Work item: Write out exactly the lines below that run from the one containing "Task: Click on the Golf Shirts" through the one containing "The image size is (1607, 904).", both included, with no other lines.

Records:
---
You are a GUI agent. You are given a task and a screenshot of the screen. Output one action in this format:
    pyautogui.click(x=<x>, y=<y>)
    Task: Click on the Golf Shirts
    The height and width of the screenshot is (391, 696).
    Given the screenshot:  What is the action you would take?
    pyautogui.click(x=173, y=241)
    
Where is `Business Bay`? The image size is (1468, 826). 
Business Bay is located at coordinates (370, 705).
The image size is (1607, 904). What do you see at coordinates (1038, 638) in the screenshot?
---
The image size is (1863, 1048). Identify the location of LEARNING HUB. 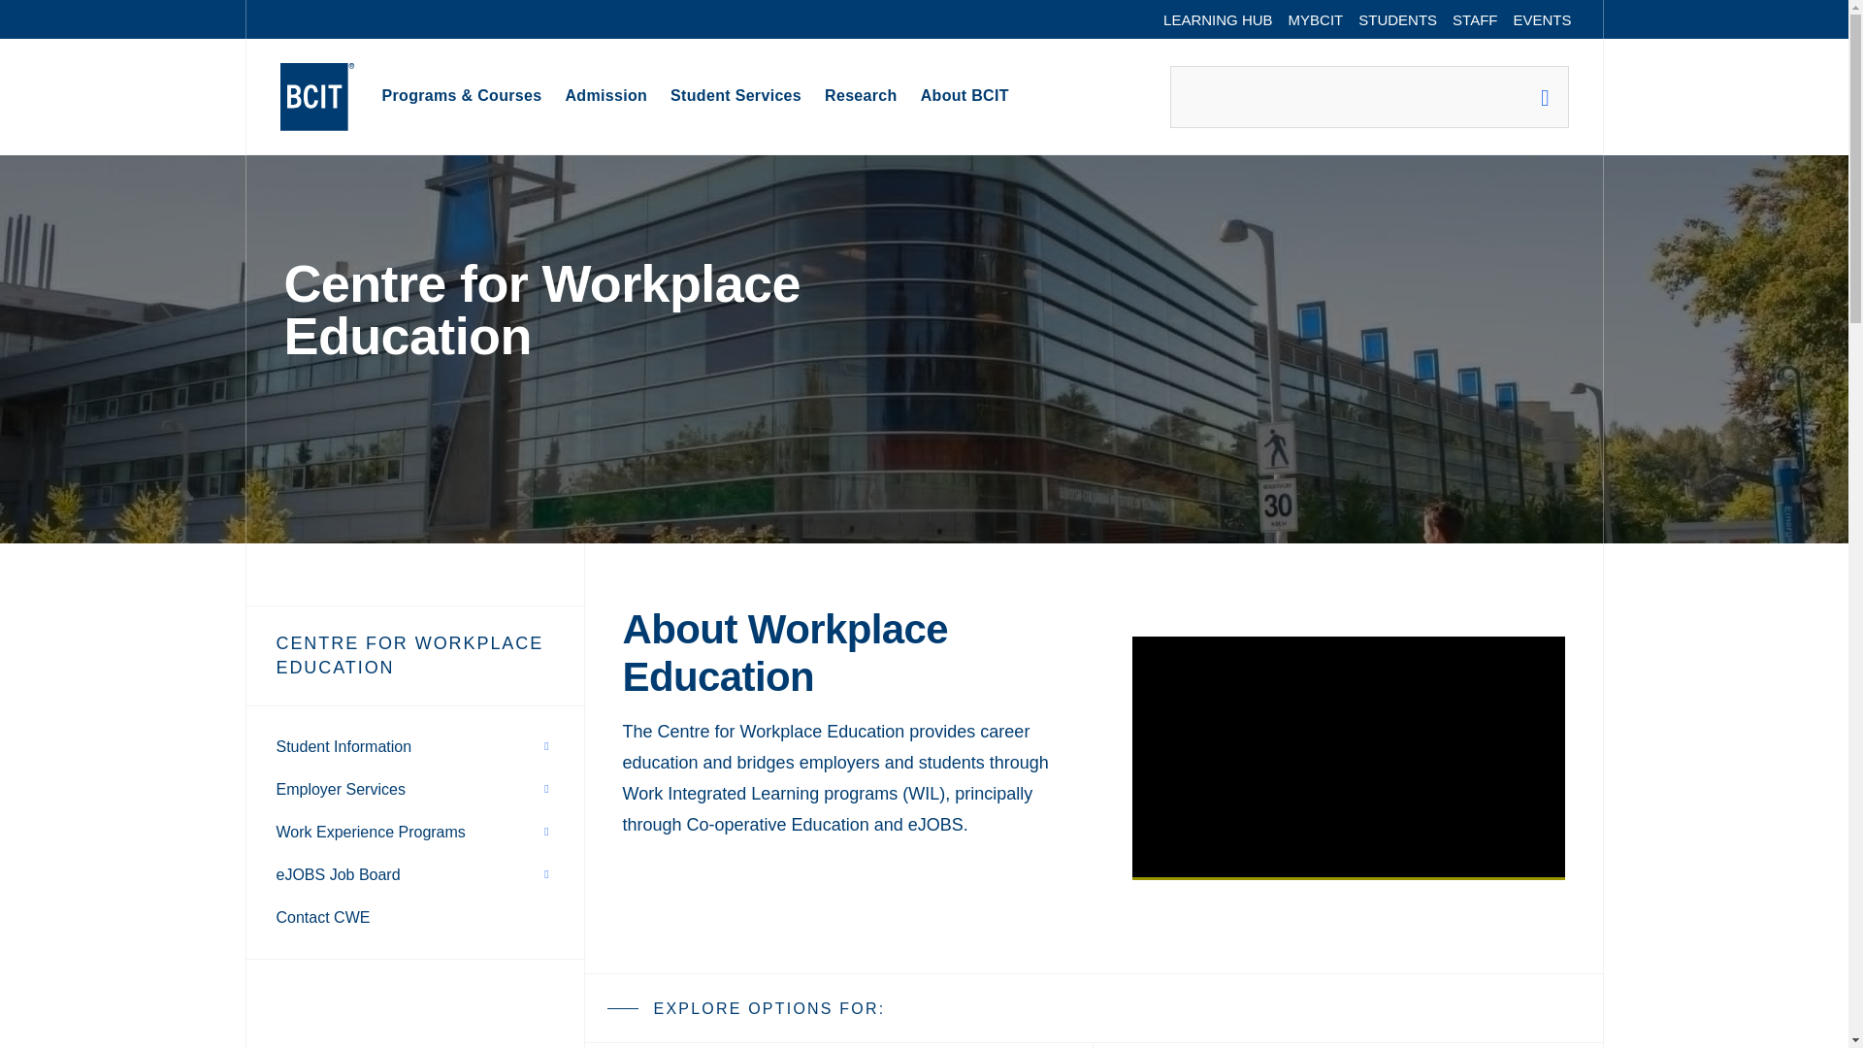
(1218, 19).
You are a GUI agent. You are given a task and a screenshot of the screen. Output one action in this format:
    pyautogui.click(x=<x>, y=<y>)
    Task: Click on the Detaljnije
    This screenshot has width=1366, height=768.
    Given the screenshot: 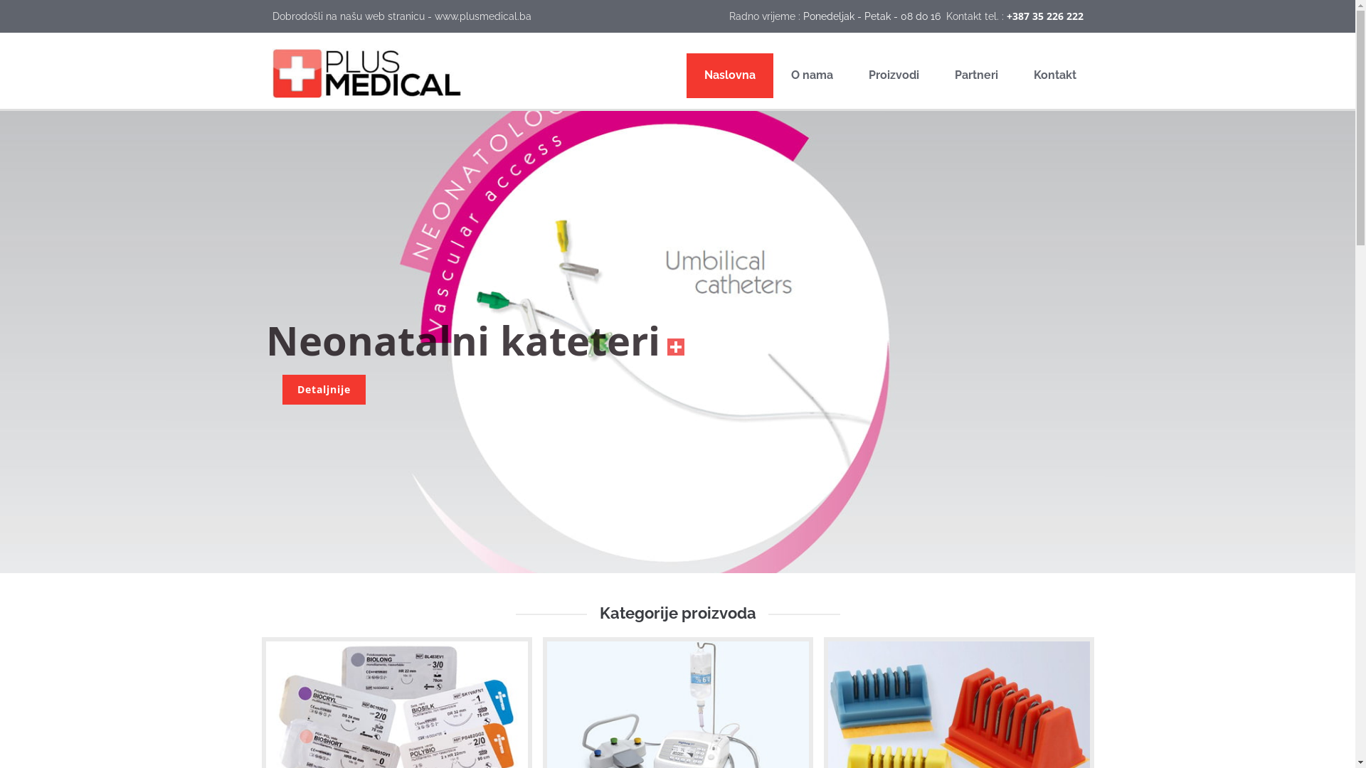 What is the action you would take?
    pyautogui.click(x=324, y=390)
---
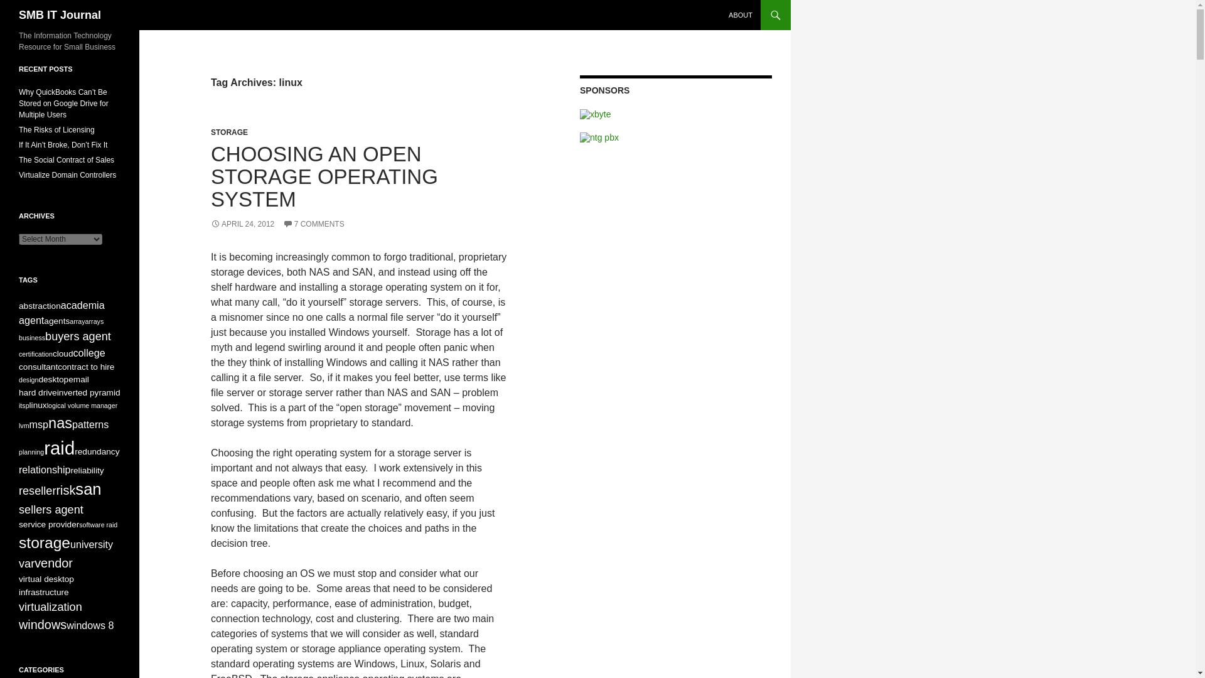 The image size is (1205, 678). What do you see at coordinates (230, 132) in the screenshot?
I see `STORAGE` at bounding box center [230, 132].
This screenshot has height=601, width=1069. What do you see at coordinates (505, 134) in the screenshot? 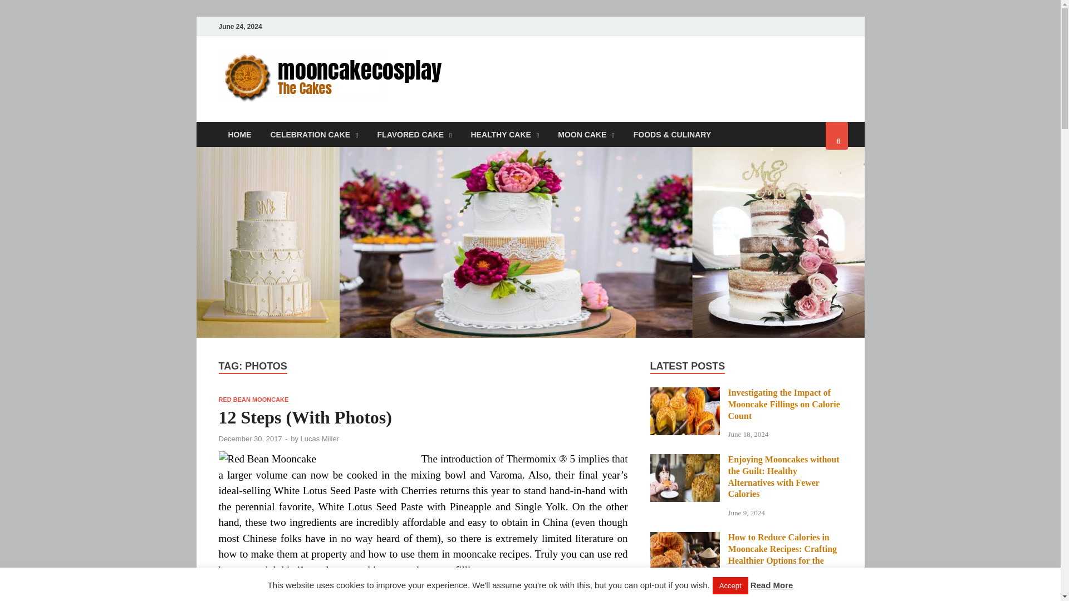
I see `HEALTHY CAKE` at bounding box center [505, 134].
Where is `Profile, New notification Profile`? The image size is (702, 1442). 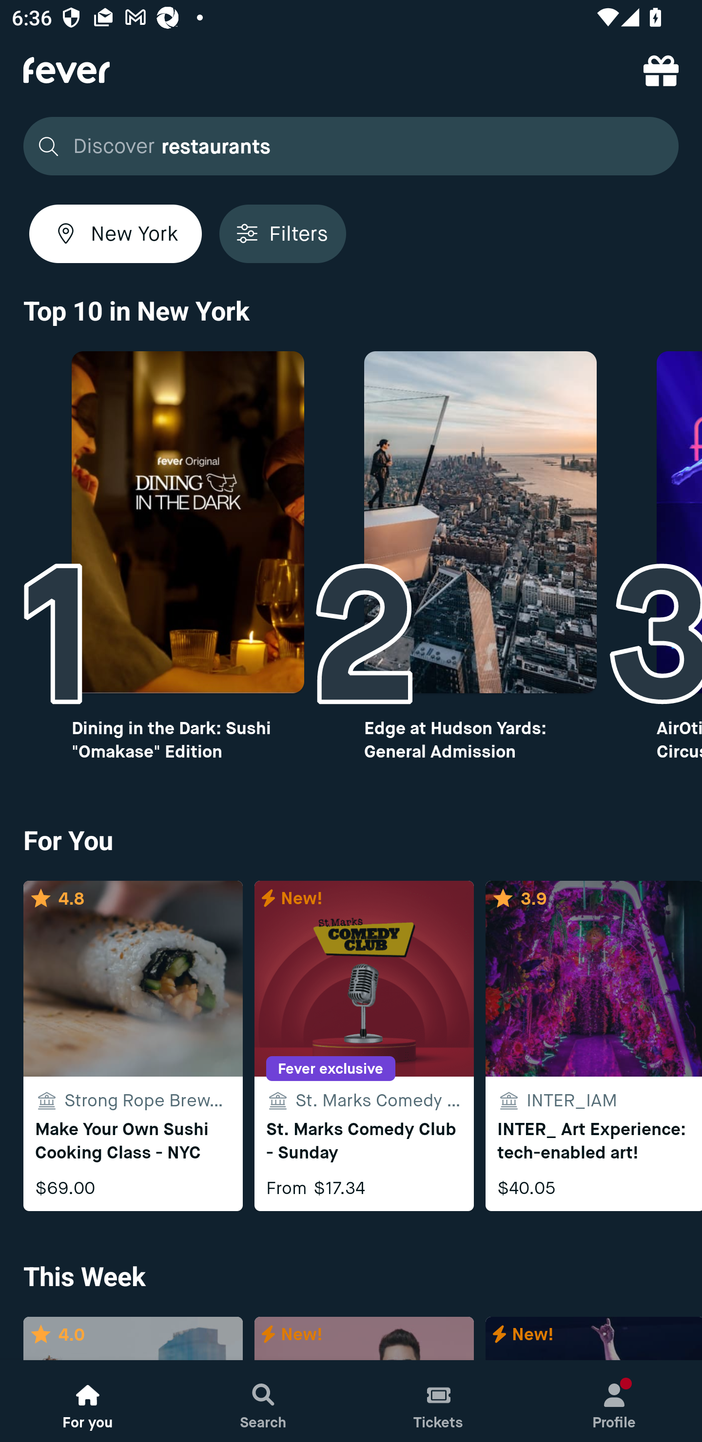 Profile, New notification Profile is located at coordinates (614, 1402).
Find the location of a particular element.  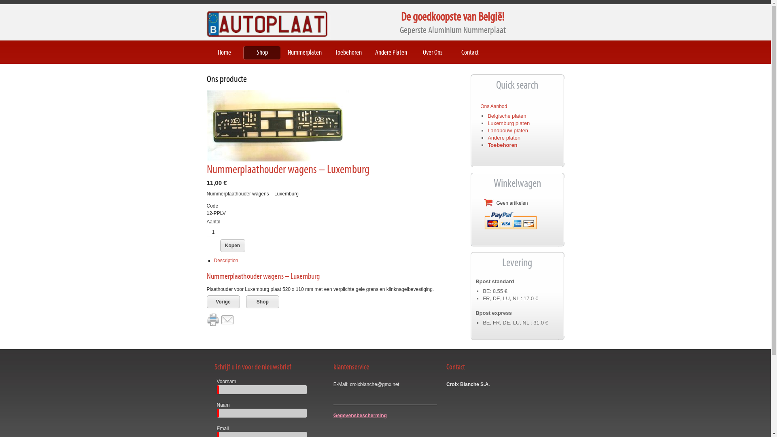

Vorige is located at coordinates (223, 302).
---
Response below:
    Task: Click on the Golf Shirts
    The height and width of the screenshot is (391, 696).
    Given the screenshot:  What is the action you would take?
    pyautogui.click(x=173, y=241)
    
Where is `Business Bay`? The image size is (1468, 826). 
Business Bay is located at coordinates (370, 705).
The image size is (1607, 904). What do you see at coordinates (1038, 638) in the screenshot?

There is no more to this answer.